When Warwick yelled at him at lunch for eating with his fingers, Wolf cringed.
It has to be soon, Jacky. Because I’m dying. Wolf’s dying.
Heck Bast said he wasn’t afraid of Wolf, and indeed there
seemed nothing left to be afraid of; it seemed that crushing Heck’s hand had been the last strong act of which Wolf was
capable.
The confession bell rang.
That night, after confession and dinner and chapel, Jack
and Wolf came back to their room to find both of their beds dripping wet and reeking of urine.
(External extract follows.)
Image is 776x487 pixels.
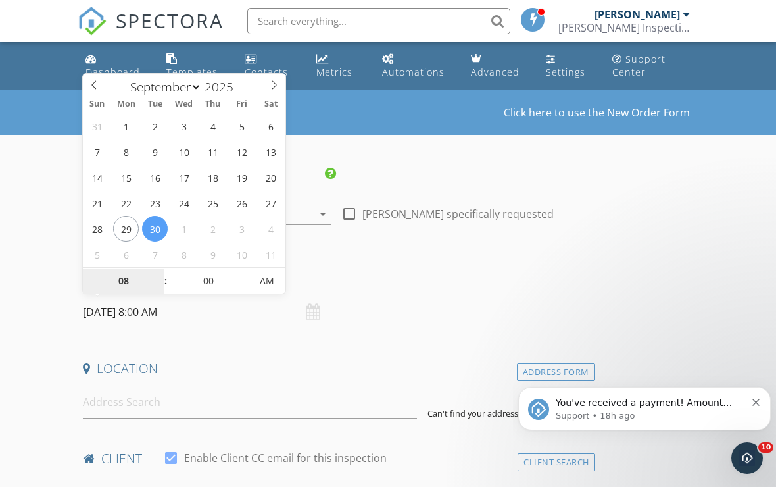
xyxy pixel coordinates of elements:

Jack went to the door,
yanked it open, and saw Sonny, Warwick, and a big lunk
named Van Zandt standing in the hall, grinning.
“Guess we got the wrong room, snotface,” Sonny said.
“Thought it had to be the toilet, on account of the turds we always see floating around in there.”
Van Zandt almost ruptured himself laughing at this sally.
Jack stared at them for a long moment, and Van Zandt
stopped laughing.
“Who you looking at, turd? You want your fucking nose
broke off?”
Jack closed the door, looked around, and saw Wolf asleep
in his wet bunk with all his clothes on. Wolf ’s beard was coming back, but still his face looked pale, the skin stretched and shiny. It was an invalid’s face.
Leave him alone, then, Jack thought wearily. If he’s that tired, let him sleep in it.